Somalia : Islamists flee as AU, Somali troops seize rebel stronghold
on 2012/5/26 12:29:35
Somalia

20120526
AFP
African Union and Somali troops have captured the strategic town of Afgoye from Al-Qaeda-linked Shebab insurgents without major resistance, declaring a military breakthrough, officials said Friday.


"We have crossed the River Shabelle and we are now there in Afgoye, we hold the town," AU army spokesman Paddy Ankunda told AFP. "We have been fighting since Tuesday to achieve this objective and we have achieved it now."

"There was some brief resistance but we have crushed that," said Somali army commander Mohamed Abdullah.

Columns of AU and Somali troops backed by tanks launched the long-awaited attack on Afgoye four days ago, marching northwest 30 kilometres (18 miles) from the capital Mogadishu to the town, an area crowded with displaced people.

"The Shebab are fleeing the town, they are running away into the bush," said Ankunda, adding that AU troops had also secured the roads leading from Afgoye, which controls a key route from southern Somalia to the capital.

"There is some shooting here and there, but mostly it is calm... We control all the road junctions out of Afgoye," he said.

More than 400,000 people were living in the Afgoye region at the start of the year -- the world's largest concentration of displaced people -- according to the United Nations.

Impoverished settlements of plastic and rag huts crowd an area that was last year gripped by famine. Its capture is hoped to allow access by aid workers, until now banned from helping the people by draconian orders from the Shebab.

Its capture will "make possible the delivery of humanitarian assistance" to the people," said top AU official Boubacar Gaoussou Diarra.

The UN refugee agency reports over 6,000 civilians have fled since the assault on Afgoye began, although aid workers fear that more people not included in that assessment may have fled into the bush.

Officials hope that the capture of Afgoye will deny the Shebab a base from which to continue its recent spate of guerrilla attacks on the capital.

Many fighters had shifted to the area after pulling out of fixed positions in Mogadishu last August and launching a campaign of suicide and grenade attacks.

The capture of Afgoye is "a significant military breakthrough," said Augustine Mahiga, the UN special representative for Somalia.

"Afgoye... controls the exits and entrances to Mogadishu and it has been a military headquarters of the Shebab," he told reporters in the Kenyan capital.

Afgoye's capture will "neutralise the area of operation and preparation" of guerrilla attacks, Mahiga said, although noting that the more land AU and Somali troops seize, the more thinly spread the forces will be.

On a separate front, Somali troops were reported to be pushing northwards towards the Shebab-held town of Balad, which lies some 35 kilometres (21 miles) north of Mogadishu.

Balad controls a key bridge across the River Shabelle, and lies on the road to the important city of Jowhar.

The loss of Afgoye to the Shebab is another major blow for the insurgents, who have been on the backfoot for several months.

AU and Somali troops have made significant gains in recent months against Shebab militants, although the Islamists remain a major security threat.

"There is still a big task to be done, however strategic Afgoye is... it is not the end," added Mahiga.

Somalia's weak and Western-backed transitional administration has less than three months to set up a permanent government, but the leaders have been riven by bitter internal divisions and tarnished by accusations of gross corruption.

The international community has expressed concern it is failing to meet key deadlines, but leaders this week committed themselves to choosing a new parliament by July 20, and a new president by August 20.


What is needed
Repeat the records exactly, with one exception: no images.

Listed entries
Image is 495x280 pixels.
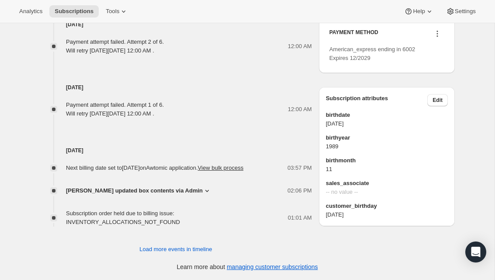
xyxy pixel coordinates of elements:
[326,179,448,188] span: sales_associate
[288,213,312,222] span: 01:01 AM
[455,8,476,15] span: Settings
[106,8,119,15] span: Tools
[326,210,448,219] span: [DATE]
[326,202,448,210] span: customer_birthday
[14,5,48,17] button: Analytics
[134,242,217,256] button: Load more events in timeline
[49,5,99,17] button: Subscriptions
[66,38,164,55] div: Payment attempt failed. Attempt 2 of 6. Will retry [DATE][DATE] 12:00 AM .
[326,133,448,142] span: birthyear
[413,8,425,15] span: Help
[326,94,428,106] h3: Subscription attributes
[40,83,312,92] h4: [DATE]
[19,8,42,15] span: Analytics
[441,5,481,17] button: Settings
[66,101,164,118] div: Payment attempt failed. Attempt 1 of 6. Will retry [DATE][DATE] 12:00 AM .
[326,188,448,196] span: -- no value --
[288,163,312,172] span: 03:57 PM
[227,263,318,270] a: managing customer subscriptions
[399,5,439,17] button: Help
[66,186,212,195] button: [PERSON_NAME] updated box contents via Admin
[326,156,448,165] span: birthmonth
[288,186,312,195] span: 02:06 PM
[139,245,212,254] span: Load more events in timeline
[101,5,133,17] button: Tools
[288,42,312,51] span: 12:00 AM
[177,262,318,271] p: Learn more about
[66,164,243,171] span: Next billing date set to [DATE] on Awtomic application .
[40,146,312,155] h4: [DATE]
[198,164,244,171] button: View bulk process
[427,94,448,106] button: Edit
[326,165,448,174] span: 11
[326,111,448,119] span: birthdate
[330,46,416,61] span: American_express ending in 6002 Expires 12/2029
[66,186,203,195] span: [PERSON_NAME] updated box contents via Admin
[288,105,312,114] span: 12:00 AM
[326,119,448,128] span: [DATE]
[466,241,487,262] div: Open Intercom Messenger
[330,29,379,41] h3: PAYMENT METHOD
[66,210,180,225] span: Subscription order held due to billing issue: INVENTORY_ALLOCATIONS_NOT_FOUND
[433,97,443,104] span: Edit
[40,20,312,29] h4: [DATE]
[55,8,94,15] span: Subscriptions
[326,142,448,151] span: 1989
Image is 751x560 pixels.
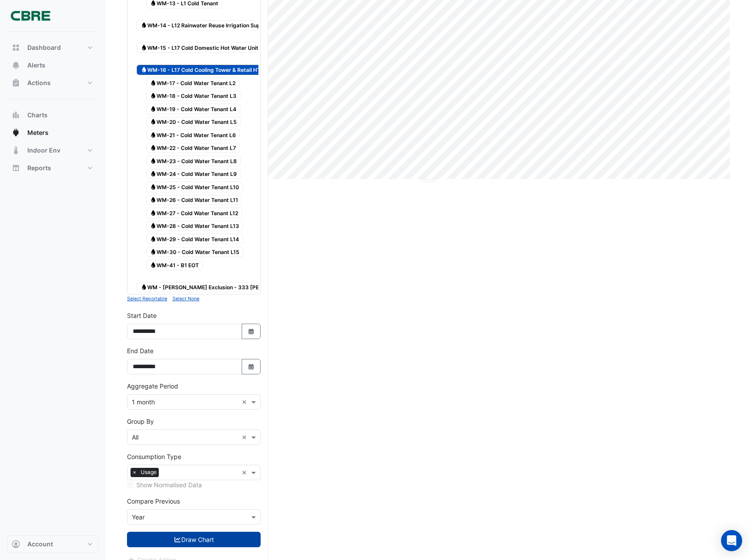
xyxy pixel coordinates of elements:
[127,497,180,506] label: Compare Previous
[11,128,20,137] app-icon: Meters
[127,382,178,391] label: Aggregate Period
[28,61,45,69] span: Alerts
[147,156,241,166] span: WM-23 - Cold Water Tenant L8
[11,7,50,25] img: Company Logo
[28,540,53,549] span: Account
[136,65,269,75] span: WM-16 - L17 Cold Cooling Tower & Retail HTG
[150,171,157,177] fa-icon: Water
[247,363,256,370] fa-icon: Select Date
[147,104,241,114] span: WM-19 - Cold Water Tenant L4
[7,39,99,56] button: Dashboard
[150,105,157,112] fa-icon: Water
[147,247,244,257] span: WM-30 - Cold Water Tenant L15
[150,223,157,229] fa-icon: Water
[127,416,154,426] label: Group By
[147,130,241,140] span: WM-21 - Cold Water Tenant L6
[147,91,241,102] span: WM-18 - Cold Water Tenant L3
[136,20,272,31] span: WM-14 - L12 Rainwater Reuse Irrigation Supply
[136,42,263,53] span: WM-15 - L17 Cold Domestic Hot Water Unit
[127,346,153,355] label: End Date
[11,78,20,87] app-icon: Actions
[136,480,202,489] label: Show Normalised Data
[28,43,61,52] span: Dashboard
[11,111,20,120] app-icon: Charts
[150,157,157,164] fa-icon: Water
[242,468,249,477] span: Clear
[242,397,249,407] span: Clear
[7,124,99,142] button: Meters
[147,78,240,88] span: WM-17 - Cold Water Tenant L2
[7,56,99,74] button: Alerts
[7,535,99,553] button: Account
[127,296,167,302] small: Select Reportable
[147,182,244,192] span: WM-25 - Cold Water Tenant L10
[242,433,249,442] span: Clear
[150,132,157,138] fa-icon: Water
[147,208,242,218] span: WM-27 - Cold Water Tenant L12
[150,236,157,242] fa-icon: Water
[147,143,241,153] span: WM-22 - Cold Water Tenant L7
[721,530,742,551] div: Open Intercom Messenger
[150,197,157,203] fa-icon: Water
[7,106,99,124] button: Charts
[11,146,20,155] app-icon: Indoor Env
[150,209,157,216] fa-icon: Water
[11,163,20,172] app-icon: Reports
[127,532,261,547] button: Draw Chart
[127,294,167,303] button: Select Reportable
[141,284,147,291] fa-icon: Water
[7,142,99,159] button: Indoor Env
[11,43,20,52] app-icon: Dashboard
[172,296,199,302] small: Select None
[141,66,147,73] fa-icon: Water
[7,159,99,177] button: Reports
[150,145,157,151] fa-icon: Water
[28,128,48,137] span: Meters
[150,118,157,125] fa-icon: Water
[28,78,51,87] span: Actions
[147,195,242,205] span: WM-26 - Cold Water Tenant L11
[127,452,181,461] label: Consumption Type
[150,249,157,255] fa-icon: Water
[147,117,241,127] span: WM-20 - Cold Water Tenant L5
[28,146,60,155] span: Indoor Env
[130,468,138,477] span: ×
[136,282,299,293] span: WM - [PERSON_NAME] Exclusion - 333 [PERSON_NAME]
[138,468,159,477] span: Usage
[147,234,244,244] span: WM-29 - Cold Water Tenant L14
[147,169,241,179] span: WM-24 - Cold Water Tenant L9
[141,44,147,51] fa-icon: Water
[141,22,147,29] fa-icon: Water
[247,328,256,335] fa-icon: Select Date
[28,163,51,172] span: Reports
[28,111,48,120] span: Charts
[7,74,99,92] button: Actions
[127,480,261,489] div: Selected meters/streams do not support normalisation
[150,80,157,86] fa-icon: Water
[150,184,157,190] fa-icon: Water
[127,311,157,320] label: Start Date
[147,260,203,270] span: WM-41 - B1 EOT
[172,294,199,303] button: Select None
[150,261,157,268] fa-icon: Water
[150,93,157,99] fa-icon: Water
[147,221,244,232] span: WM-28 - Cold Water Tenant L13
[11,61,20,69] app-icon: Alerts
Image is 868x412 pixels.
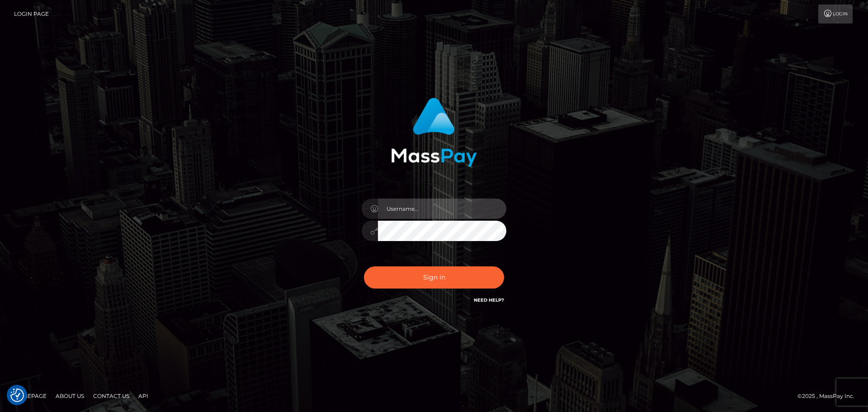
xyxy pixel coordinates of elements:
[89,389,133,403] a: Contact Us
[10,388,24,402] button: Consent Preferences
[364,266,504,288] button: Sign in
[10,389,50,403] a: Homepage
[378,198,506,219] input: Username...
[391,98,477,167] img: MassPay Login
[818,4,853,24] a: Login
[14,4,49,24] a: Login Page
[134,389,152,403] a: API
[474,297,504,303] a: Need Help?
[52,389,88,403] a: About Us
[10,388,24,402] img: Revisit consent button
[798,391,862,401] div: © 2025 , MassPay Inc.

Output for this task
Image is 495x280 pixels.
xyxy pixel coordinates of elements:
[326,179,448,188] span: sales_associate
[288,213,312,222] span: 01:01 AM
[455,8,476,15] span: Settings
[106,8,119,15] span: Tools
[326,210,448,219] span: [DATE]
[326,202,448,210] span: customer_birthday
[14,5,48,17] button: Analytics
[134,242,217,256] button: Load more events in timeline
[49,5,99,17] button: Subscriptions
[66,38,164,55] div: Payment attempt failed. Attempt 2 of 6. Will retry [DATE][DATE] 12:00 AM .
[326,133,448,142] span: birthyear
[413,8,425,15] span: Help
[326,94,428,106] h3: Subscription attributes
[40,83,312,92] h4: [DATE]
[19,8,42,15] span: Analytics
[441,5,481,17] button: Settings
[66,101,164,118] div: Payment attempt failed. Attempt 1 of 6. Will retry [DATE][DATE] 12:00 AM .
[326,188,448,196] span: -- no value --
[288,163,312,172] span: 03:57 PM
[227,263,318,270] a: managing customer subscriptions
[399,5,439,17] button: Help
[66,186,212,195] button: [PERSON_NAME] updated box contents via Admin
[326,156,448,165] span: birthmonth
[288,186,312,195] span: 02:06 PM
[139,245,212,254] span: Load more events in timeline
[101,5,133,17] button: Tools
[288,42,312,51] span: 12:00 AM
[177,262,318,271] p: Learn more about
[66,164,243,171] span: Next billing date set to [DATE] on Awtomic application .
[40,146,312,155] h4: [DATE]
[198,164,244,171] button: View bulk process
[427,94,448,106] button: Edit
[326,165,448,174] span: 11
[326,111,448,119] span: birthdate
[330,46,416,61] span: American_express ending in 6002 Expires 12/2029
[66,186,203,195] span: [PERSON_NAME] updated box contents via Admin
[288,105,312,114] span: 12:00 AM
[326,119,448,128] span: [DATE]
[466,241,487,262] div: Open Intercom Messenger
[330,29,379,41] h3: PAYMENT METHOD
[66,210,180,225] span: Subscription order held due to billing issue: INVENTORY_ALLOCATIONS_NOT_FOUND
[433,97,443,104] span: Edit
[40,20,312,29] h4: [DATE]
[55,8,94,15] span: Subscriptions
[326,142,448,151] span: 1989
Image is 751x560 pixels.
xyxy pixel coordinates of elements:
[127,497,180,506] label: Compare Previous
[11,128,20,137] app-icon: Meters
[127,382,178,391] label: Aggregate Period
[28,61,45,69] span: Alerts
[147,156,241,166] span: WM-23 - Cold Water Tenant L8
[11,7,50,25] img: Company Logo
[28,540,53,549] span: Account
[136,65,269,75] span: WM-16 - L17 Cold Cooling Tower & Retail HTG
[150,171,157,177] fa-icon: Water
[247,363,256,370] fa-icon: Select Date
[147,104,241,114] span: WM-19 - Cold Water Tenant L4
[7,39,99,56] button: Dashboard
[150,105,157,112] fa-icon: Water
[147,247,244,257] span: WM-30 - Cold Water Tenant L15
[150,223,157,229] fa-icon: Water
[127,416,154,426] label: Group By
[147,130,241,140] span: WM-21 - Cold Water Tenant L6
[147,91,241,102] span: WM-18 - Cold Water Tenant L3
[136,20,272,31] span: WM-14 - L12 Rainwater Reuse Irrigation Supply
[136,42,263,53] span: WM-15 - L17 Cold Domestic Hot Water Unit
[127,346,153,355] label: End Date
[11,78,20,87] app-icon: Actions
[136,480,202,489] label: Show Normalised Data
[28,43,61,52] span: Dashboard
[11,111,20,120] app-icon: Charts
[150,157,157,164] fa-icon: Water
[242,468,249,477] span: Clear
[242,397,249,407] span: Clear
[7,124,99,142] button: Meters
[147,78,240,88] span: WM-17 - Cold Water Tenant L2
[7,56,99,74] button: Alerts
[7,535,99,553] button: Account
[127,296,167,302] small: Select Reportable
[147,182,244,192] span: WM-25 - Cold Water Tenant L10
[242,433,249,442] span: Clear
[150,132,157,138] fa-icon: Water
[147,208,242,218] span: WM-27 - Cold Water Tenant L12
[150,236,157,242] fa-icon: Water
[147,143,241,153] span: WM-22 - Cold Water Tenant L7
[721,530,742,551] div: Open Intercom Messenger
[150,197,157,203] fa-icon: Water
[7,106,99,124] button: Charts
[11,146,20,155] app-icon: Indoor Env
[150,209,157,216] fa-icon: Water
[11,163,20,172] app-icon: Reports
[127,532,261,547] button: Draw Chart
[127,294,167,303] button: Select Reportable
[141,284,147,291] fa-icon: Water
[7,142,99,159] button: Indoor Env
[11,43,20,52] app-icon: Dashboard
[172,296,199,302] small: Select None
[141,66,147,73] fa-icon: Water
[7,159,99,177] button: Reports
[150,145,157,151] fa-icon: Water
[28,128,48,137] span: Meters
[150,118,157,125] fa-icon: Water
[28,78,51,87] span: Actions
[147,195,242,205] span: WM-26 - Cold Water Tenant L11
[127,452,181,461] label: Consumption Type
[150,249,157,255] fa-icon: Water
[147,117,241,127] span: WM-20 - Cold Water Tenant L5
[28,146,60,155] span: Indoor Env
[130,468,138,477] span: ×
[136,282,299,293] span: WM - [PERSON_NAME] Exclusion - 333 [PERSON_NAME]
[138,468,159,477] span: Usage
[147,234,244,244] span: WM-29 - Cold Water Tenant L14
[147,169,241,179] span: WM-24 - Cold Water Tenant L9
[141,44,147,51] fa-icon: Water
[141,22,147,29] fa-icon: Water
[247,328,256,335] fa-icon: Select Date
[28,163,51,172] span: Reports
[28,111,48,120] span: Charts
[7,74,99,92] button: Actions
[127,480,261,489] div: Selected meters/streams do not support normalisation
[150,80,157,86] fa-icon: Water
[150,184,157,190] fa-icon: Water
[127,311,157,320] label: Start Date
[147,260,203,270] span: WM-41 - B1 EOT
[172,294,199,303] button: Select None
[150,261,157,268] fa-icon: Water
[150,93,157,99] fa-icon: Water
[147,221,244,232] span: WM-28 - Cold Water Tenant L13
[11,61,20,69] app-icon: Alerts
Image is 868x412 pixels.
xyxy pixel coordinates of elements:
[89,389,133,403] a: Contact Us
[10,388,24,402] button: Consent Preferences
[364,266,504,288] button: Sign in
[10,389,50,403] a: Homepage
[378,198,506,219] input: Username...
[391,98,477,167] img: MassPay Login
[818,4,853,24] a: Login
[14,4,49,24] a: Login Page
[134,389,152,403] a: API
[474,297,504,303] a: Need Help?
[52,389,88,403] a: About Us
[10,388,24,402] img: Revisit consent button
[798,391,862,401] div: © 2025 , MassPay Inc.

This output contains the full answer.